Man’s Battle with Disease
YES, sickness is an enemy, and man has fought a continuing battle against it for centuries. In the past 150 years, doctors have won some notable victories. Improved sanitation, as well as new vaccines and drugs, has, in some lands, helped make such ancient scourges as bubonic plague just a fading memory.
But the battle is far from over. Problems remain, some of them despite the advances of medical science, as the following box shows. Even if science were to find the remedies for all modern diseases, there would still remain the greatest scourge of all—death. Will there be any relief from this situation?
[Box on page 4]
MORE GET SICK THAN NEED TO BECAUSE—
* A large section of the human race suffers from malnutrition. This has led to many cases of rickets, scurvy, blindness, goiter and the like. Moreover, an undernourished person is open to other sicknesses, such as tuberculosis and pneumonia. These diseases could be greatly reduced by the simple expedient of the better feeding of poor people.
* Malnutrition poses a threat even in advanced countries. Why? “Changes have occurred in the diet of Americans that could cause a wave of malnutrition (from both overconsumption and underconsumption) as damaging to health in the United States as the widespread, contagious diseases of the early part of the century. Overconsumption of fats, sugar, salt, and alcohol has been related to 6 of the 10 leading causes of death . . . heart disease, stroke, cancer, diabetes, arteriosclerosis, and cirrhosis of the liver.”—“Health,” 1979.
* The World Health Organization estimates that 80 percent of all sickness in the world is caused by inadequate water or sanitation. Between 10 million and 25 million people a year die because of disease brought on by unclean or inadequate water. About the same number of children die each year from one of these diseases—diarrhea—as victims were killed each year by the first world war.
* The air we breathe is being poisoned by fumes from industry and automobiles. The following headlines tell the story: “Air Pollution Victims in Tokyo on Rise”; “Smog Cloud Thickens over Choking Greeks”; “Toxic Smoke Chokes Mexico City”; “Breathing Indoors May Be Hazardous”; “U.S. Study Warns of Extensive Problems from Carbon Dioxide Pollution.” Meanwhile, creation’s great air purifiers, the trees, are being cut down at a rate of from 25 million to 50 million acres yearly. A crisis of unknown proportions lies ahead.
* Immorality has led to an epidemic of venereal disease. The smoking of tobacco has caused an epidemic of lung cancer, emphysema, bronchitis and coronary heart disease. Recent studies indicate that not only smokers but also their marriage partners and children suffer.
* These are some of the practices and social problems that are preventing even existing medical knowledge from being applied successfully for the alleviation of the sicknesses of mankind.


*PROMPT*. Give back every entry exactly as it is written, but not the pictures.

*SUPPLIED RECORDS*.
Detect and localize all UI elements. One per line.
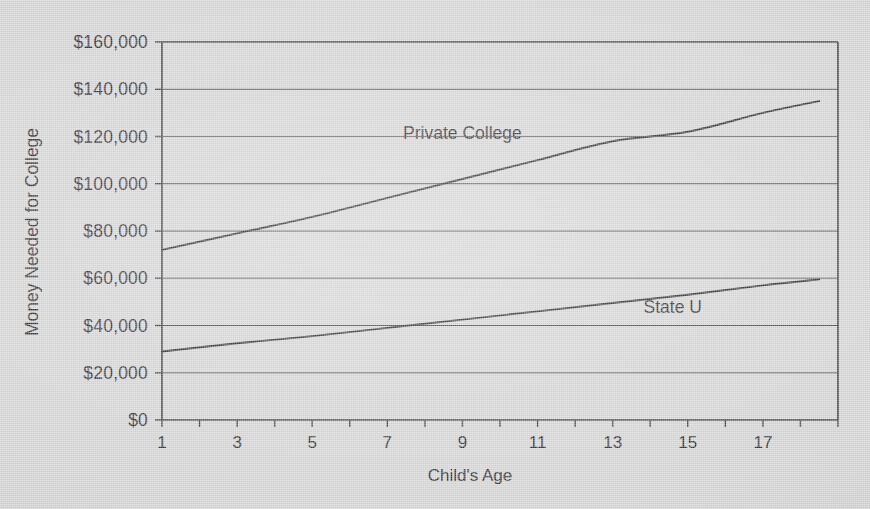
series-label: Private College: [403, 123, 522, 143]
y-axis-title: Money Needed for College: [22, 128, 42, 336]
series-label: State U: [644, 297, 702, 317]
y-tick-label: $120,000: [73, 127, 148, 147]
x-tick-group: [162, 420, 838, 427]
x-tick-label: 13: [603, 433, 622, 452]
line-chart: $0$20,000$40,000$60,000$80,000$100,000$1…: [0, 0, 870, 509]
x-tick-label: 17: [753, 433, 772, 452]
x-tick-label: 3: [232, 433, 241, 452]
series-line: [162, 279, 819, 351]
x-axis-title: Child's Age: [428, 466, 513, 485]
x-tick-label: 5: [307, 433, 316, 452]
y-tick-label: $160,000: [73, 32, 148, 52]
y-tick-label: $40,000: [83, 316, 148, 336]
y-tick-label: $0: [128, 410, 148, 430]
y-tick-label: $100,000: [73, 174, 148, 194]
y-tick-label: $60,000: [83, 268, 148, 288]
y-tick-label: $140,000: [73, 79, 148, 99]
y-tick-label-group: $0$20,000$40,000$60,000$80,000$100,000$1…: [73, 32, 148, 430]
x-tick-label-group: 1357911131517: [157, 433, 772, 452]
x-tick-label: 11: [529, 433, 547, 452]
y-tick-label: $80,000: [83, 221, 148, 241]
y-tick-group: [155, 42, 162, 420]
chart-page: $0$20,000$40,000$60,000$80,000$100,000$1…: [0, 0, 870, 509]
x-tick-label: 9: [458, 433, 467, 452]
x-tick-label: 7: [383, 433, 392, 452]
x-tick-label: 1: [157, 433, 166, 452]
x-tick-label: 15: [678, 433, 697, 452]
series-annotation-group: Private CollegeState U: [403, 123, 702, 317]
y-tick-label: $20,000: [83, 363, 148, 383]
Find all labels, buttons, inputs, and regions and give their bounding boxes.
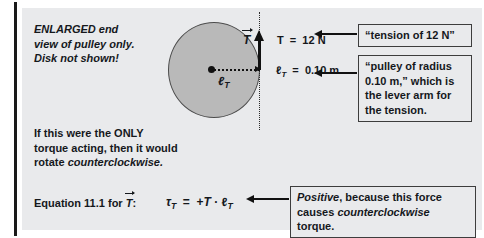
tension-arrow-head-icon bbox=[254, 30, 264, 41]
equation-force-symbol: T bbox=[204, 195, 211, 209]
only-torque-ccw-word: counterclockwise. bbox=[68, 156, 163, 168]
positive-callout-line-1: Positive, because this force bbox=[297, 191, 442, 203]
tension-symbol-glyph: T bbox=[243, 33, 250, 49]
positive-callout-ccw-word: counterclockwise bbox=[337, 206, 429, 218]
tension-callout-box: “tension of 12 N” bbox=[358, 24, 472, 47]
equation-dot-operator: · bbox=[211, 195, 222, 209]
tension-callout-connector-arrow bbox=[321, 33, 357, 35]
equation-label-prefix: Equation 11.1 for bbox=[34, 197, 126, 209]
enlarged-note-line-2: view of pulley only. bbox=[34, 38, 134, 50]
lever-arm-inner-label: ℓT bbox=[218, 74, 229, 92]
pulley-callout-line-3: the lever arm for bbox=[365, 89, 451, 101]
only-torque-line-1: If this were the ONLY bbox=[34, 127, 144, 139]
positive-callout-causes-word: causes bbox=[297, 206, 337, 218]
lever-arm-subscript: T bbox=[224, 80, 229, 90]
equation-arm-subscript: T bbox=[227, 201, 232, 211]
positive-callout-line-2: causes counterclockwise torque. bbox=[297, 206, 430, 233]
only-torque-note: If this were the ONLY torque acting, the… bbox=[34, 126, 178, 170]
lever-arm-value-number: = 0.10 m bbox=[286, 64, 339, 76]
page-left-rule bbox=[14, 2, 17, 236]
positive-callout-torque-word: torque. bbox=[297, 220, 334, 232]
positive-callout-connector-arrow bbox=[253, 198, 289, 200]
pulley-callout-line-4: the tension. bbox=[365, 104, 427, 116]
only-torque-line-3: rotate counterclockwise. bbox=[34, 156, 163, 168]
positive-word: Positive bbox=[297, 191, 339, 203]
pulley-callout-box: “pulley of radius 0.10 m,” which is the … bbox=[358, 55, 472, 122]
pulley-callout-connector-arrow bbox=[321, 72, 357, 74]
enlarged-view-note: ENLARGED end view of pulley only. Disk n… bbox=[34, 22, 134, 66]
equation-equals-plus: = + bbox=[176, 195, 203, 209]
only-torque-rotate-word: rotate bbox=[34, 156, 68, 168]
pulley-callout-line-2: 0.10 m,” which is bbox=[365, 75, 454, 87]
enlarged-note-line-3: Disk not shown! bbox=[34, 52, 119, 64]
equation-label-colon: : bbox=[132, 197, 136, 209]
enlarged-note-line-1: ENLARGED end bbox=[34, 23, 118, 35]
figure-root: ENLARGED end view of pulley only. Disk n… bbox=[0, 0, 484, 238]
positive-callout-box: Positive, because this force causes coun… bbox=[290, 186, 476, 238]
tension-vector-symbol: T bbox=[243, 33, 250, 49]
equation-label: Equation 11.1 for T: bbox=[34, 196, 136, 211]
equation-label-vector-symbol: T bbox=[126, 196, 133, 211]
pulley-callout-line-1: “pulley of radius bbox=[365, 60, 452, 72]
tension-arrow-shaft bbox=[258, 40, 261, 70]
only-torque-line-2: torque acting, then it would bbox=[34, 142, 178, 154]
lever-arm-dotted-line bbox=[214, 69, 260, 71]
torque-equation: τT = +T · ℓT bbox=[166, 195, 233, 213]
positive-callout-mid-text: , because this force bbox=[339, 191, 442, 203]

*THE COMPLETED TASK*.
Detect and localize all UI elements. One per line.
series-label: Private College: [403, 123, 522, 143]
y-axis-title: Money Needed for College: [22, 128, 42, 336]
series-label: State U: [644, 297, 702, 317]
y-tick-label: $120,000: [73, 127, 148, 147]
x-tick-group: [162, 420, 838, 427]
x-tick-label: 13: [603, 433, 622, 452]
line-chart: $0$20,000$40,000$60,000$80,000$100,000$1…: [0, 0, 870, 509]
x-tick-label: 17: [753, 433, 772, 452]
x-tick-label: 3: [232, 433, 241, 452]
series-line: [162, 279, 819, 351]
x-axis-title: Child's Age: [428, 466, 513, 485]
x-tick-label: 5: [307, 433, 316, 452]
y-tick-label: $160,000: [73, 32, 148, 52]
y-tick-label: $40,000: [83, 316, 148, 336]
y-tick-label: $0: [128, 410, 148, 430]
y-tick-label: $100,000: [73, 174, 148, 194]
y-tick-label: $60,000: [83, 268, 148, 288]
y-tick-label: $140,000: [73, 79, 148, 99]
y-tick-label-group: $0$20,000$40,000$60,000$80,000$100,000$1…: [73, 32, 148, 430]
x-tick-label-group: 1357911131517: [157, 433, 772, 452]
x-tick-label: 11: [529, 433, 547, 452]
y-tick-label: $80,000: [83, 221, 148, 241]
y-tick-group: [155, 42, 162, 420]
chart-page: $0$20,000$40,000$60,000$80,000$100,000$1…: [0, 0, 870, 509]
x-tick-label: 9: [458, 433, 467, 452]
x-tick-label: 7: [383, 433, 392, 452]
x-tick-label: 1: [157, 433, 166, 452]
x-tick-label: 15: [678, 433, 697, 452]
series-annotation-group: Private CollegeState U: [403, 123, 702, 317]
y-tick-label: $20,000: [83, 363, 148, 383]
Find all labels, buttons, inputs, and regions and give their bounding boxes.
tension-arrow-head-icon bbox=[254, 30, 264, 41]
equation-force-symbol: T bbox=[204, 195, 211, 209]
only-torque-ccw-word: counterclockwise. bbox=[68, 156, 163, 168]
positive-callout-line-1: Positive, because this force bbox=[297, 191, 442, 203]
tension-symbol-glyph: T bbox=[243, 33, 250, 49]
positive-callout-ccw-word: counterclockwise bbox=[337, 206, 429, 218]
tension-callout-box: “tension of 12 N” bbox=[358, 24, 472, 47]
equation-dot-operator: · bbox=[211, 195, 222, 209]
tension-callout-connector-arrow bbox=[321, 33, 357, 35]
equation-label-prefix: Equation 11.1 for bbox=[34, 197, 126, 209]
enlarged-note-line-2: view of pulley only. bbox=[34, 38, 134, 50]
lever-arm-inner-label: ℓT bbox=[218, 74, 229, 92]
pulley-callout-line-3: the lever arm for bbox=[365, 89, 451, 101]
only-torque-line-1: If this were the ONLY bbox=[34, 127, 144, 139]
positive-callout-causes-word: causes bbox=[297, 206, 337, 218]
lever-arm-subscript: T bbox=[224, 80, 229, 90]
equation-arm-subscript: T bbox=[227, 201, 232, 211]
positive-callout-line-2: causes counterclockwise torque. bbox=[297, 206, 430, 233]
only-torque-note: If this were the ONLY torque acting, the… bbox=[34, 126, 178, 170]
lever-arm-value-number: = 0.10 m bbox=[286, 64, 339, 76]
page-left-rule bbox=[14, 2, 17, 236]
positive-callout-torque-word: torque. bbox=[297, 220, 334, 232]
positive-callout-connector-arrow bbox=[253, 198, 289, 200]
pulley-callout-line-4: the tension. bbox=[365, 104, 427, 116]
only-torque-line-3: rotate counterclockwise. bbox=[34, 156, 163, 168]
positive-word: Positive bbox=[297, 191, 339, 203]
pulley-callout-box: “pulley of radius 0.10 m,” which is the … bbox=[358, 55, 472, 122]
pulley-callout-connector-arrow bbox=[321, 72, 357, 74]
enlarged-view-note: ENLARGED end view of pulley only. Disk n… bbox=[34, 22, 134, 66]
equation-equals-plus: = + bbox=[176, 195, 203, 209]
only-torque-rotate-word: rotate bbox=[34, 156, 68, 168]
pulley-callout-line-2: 0.10 m,” which is bbox=[365, 75, 454, 87]
enlarged-note-line-3: Disk not shown! bbox=[34, 52, 119, 64]
equation-label-colon: : bbox=[132, 197, 136, 209]
enlarged-note-line-1: ENLARGED end bbox=[34, 23, 118, 35]
figure-root: ENLARGED end view of pulley only. Disk n… bbox=[0, 0, 484, 238]
positive-callout-box: Positive, because this force causes coun… bbox=[290, 186, 476, 238]
tension-vector-symbol: T bbox=[243, 33, 250, 49]
equation-label: Equation 11.1 for T: bbox=[34, 196, 136, 211]
equation-label-vector-symbol: T bbox=[126, 196, 133, 211]
pulley-callout-line-1: “pulley of radius bbox=[365, 60, 452, 72]
tension-arrow-shaft bbox=[258, 40, 261, 70]
only-torque-line-2: torque acting, then it would bbox=[34, 142, 178, 154]
lever-arm-dotted-line bbox=[214, 69, 260, 71]
torque-equation: τT = +T · ℓT bbox=[166, 195, 233, 213]
positive-callout-mid-text: , because this force bbox=[339, 191, 442, 203]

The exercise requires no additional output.